A new study from St. Michael's Hospital found that, after four years of declining, the rates of teenagers coming into Ontario emergency departments with suicide-related behaviours stopped dropping between 2006 and 2010.

Suicide-related behaviours are incidents of self-inflicted injuries or self-poisonings.

Using data from the Institute for Clinical Evaluative Sciences, the researchers found that from 2002 to 2006, the rates of teenagers coming into Ontario emergency departments with suicide-related behaviours declined by 30 per cent. However, from 2006 until the end of the study in 2010, rates did not continue to drop and about one-third more of these events resulted in a hospital admission, suggesting an increase in severity.

"Coming into hospital with a self-inflicted injuries or poisoning is a strong risk factor for suicide," said Dr. Anne Rhodes, lead author and research scientist in St. Michael's Hospital's Suicide Studies Research Unit. "Within a year of coming into a hospital with suicide-related behaviour, 16 per cent will repeat their behaviour and about two per cent will die by suicide."

Previous research from Dr. Rhodes has shown that more than 80 per cent of youth who die by suicide had some form of contact with the health care system in the year before their death. Compared to population-based peers, youth who have gone to an emergency department to hospital with suicide-related behaviours had three to four times higher risk of death.

The study, published in The Canadian Journal of Psychiatry, outlines potential factors contributing to the declines between 2002 and 2006 - including the increased efforts made by some groups to reduce stigma about mental illness and seeking help; or reductions in alcohol consumption and misuse among youth.

While unable to specifically account for the change in rates after 2006, researchers suggest that the economic recession and FDA regulatory warnings against prescribing antidepressants may have halted further declines in the rates of suicide-related behavior and led to the increase of hospital admissions. The findings show that rate changes were not explained by shifts in the population age, community size or income structures.

In Ontario, the FDA warning and recession coincided with the introduction of Local Health Integration Networks in 2006. Previous research from around the world suggests that during times of economic and regulatory pressures suicide-related behavior rates often increase. It's possible that the LHINs helped to level emergency department suicide-related behaviour rates during this period when rates could have been increasing.

Dr. Rhodes and her team also reported on gender differences between suicide and suicide-related behaviours and confirmed that girls are more likely to exhibit suicide-related behaviours, particularly in youth, whereas it is known that boys are more likely to die by suicide.

"Because girls are more likely to come to emergency departments with suicide-related behaviours than boys, they may actually reduce their suicide risk by interacting with the system more frequently," said Dr. Rhodes.

Self-poisoning was the most common method of suicide-related behaviours for boys (62.2 per cent) and girls (74.1 per cent) and cut-pierce injuries were the next most common for both groups.

In Canada, suicide is the second-leading cause of death in youth - nearly one quarter of all deaths for those aged 15-19 years.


WHAT TO WORK ON:
Once the line with "What do you see at coordinates (923, 17)" is reached, output it and every line after it, exactly, through the end of the records below. Pictures are skipped.

RECORDS SHOWN:
—————
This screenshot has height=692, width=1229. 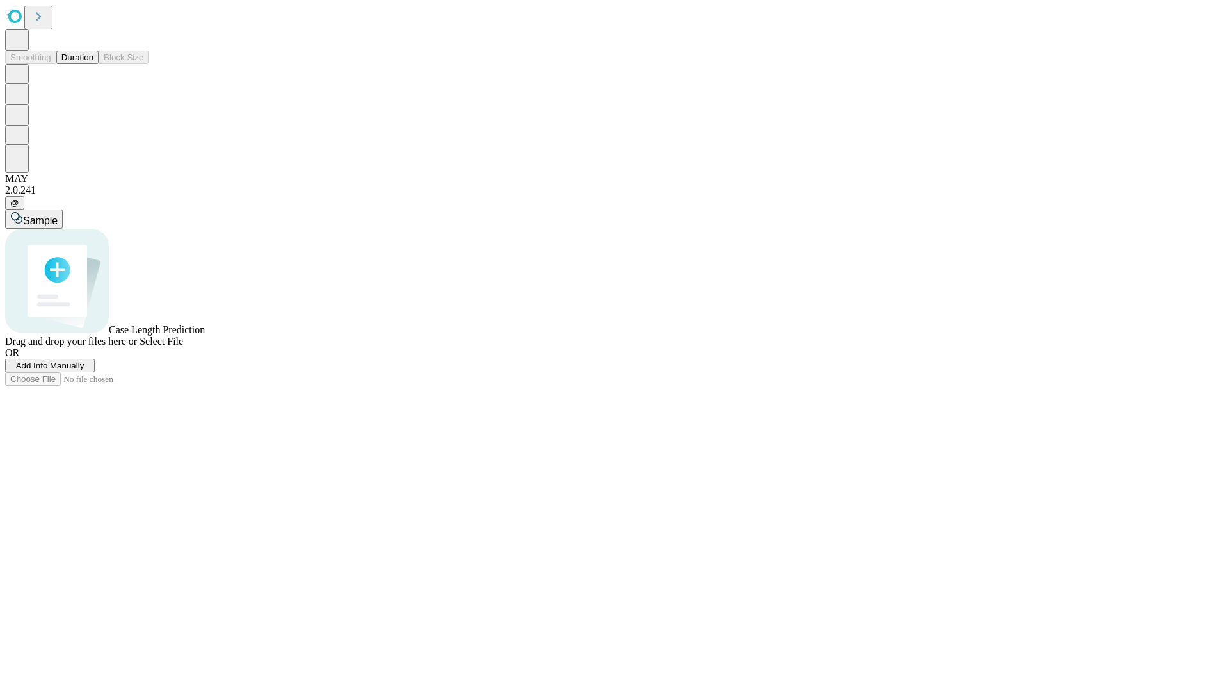 What do you see at coordinates (157, 329) in the screenshot?
I see `span: Case Length Prediction` at bounding box center [157, 329].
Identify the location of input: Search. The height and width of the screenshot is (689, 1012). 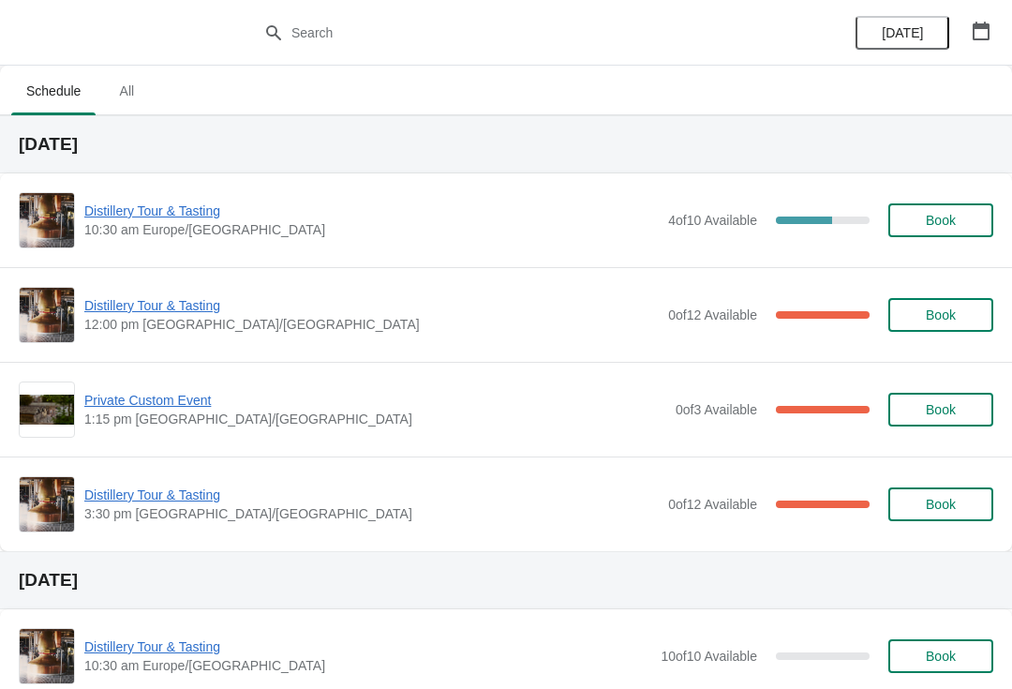
(525, 33).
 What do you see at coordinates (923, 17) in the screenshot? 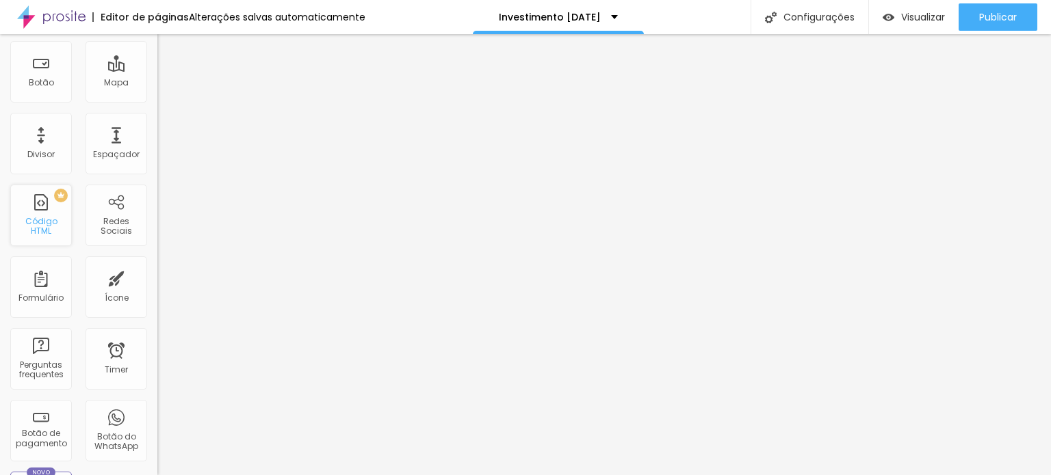
I see `span: Visualizar` at bounding box center [923, 17].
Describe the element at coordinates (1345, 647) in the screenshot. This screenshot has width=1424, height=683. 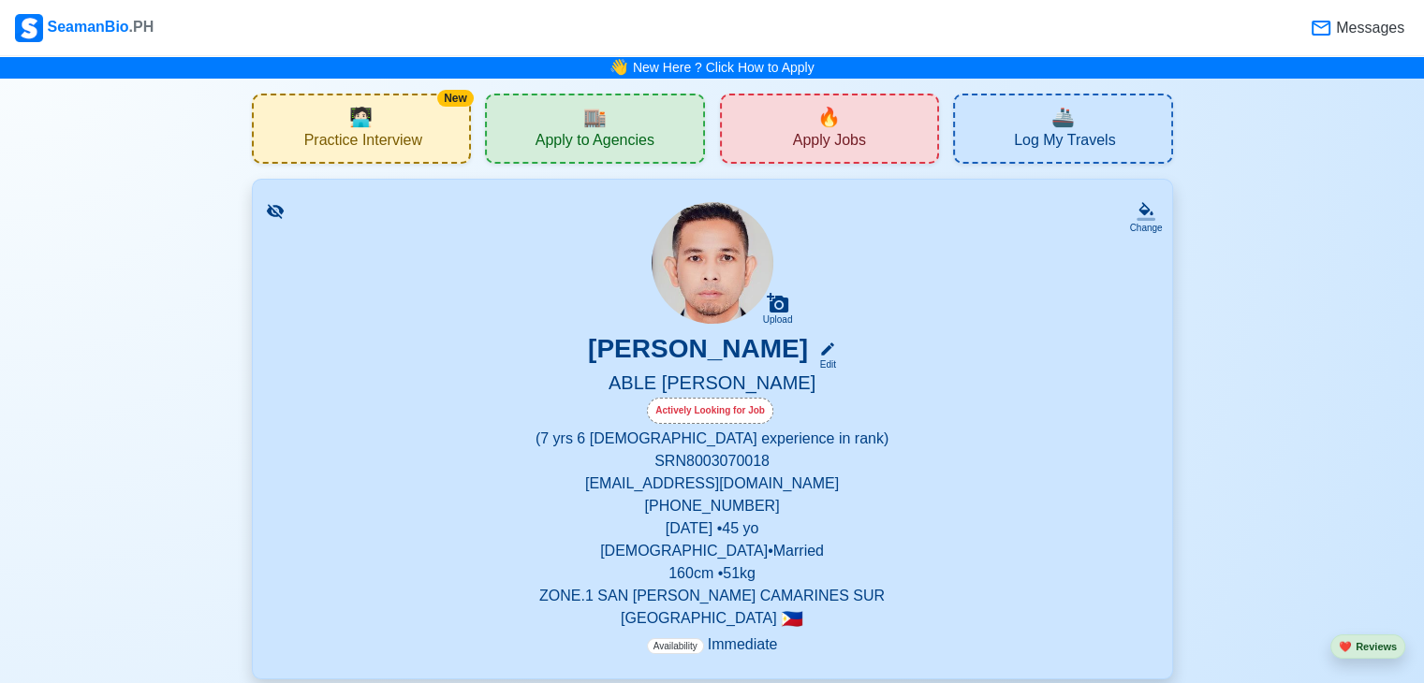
—————
EXPECTED OUTPUT:
 What do you see at coordinates (923, 17) in the screenshot? 
I see `span: Visualizar` at bounding box center [923, 17].
Describe the element at coordinates (1345, 647) in the screenshot. This screenshot has width=1424, height=683. 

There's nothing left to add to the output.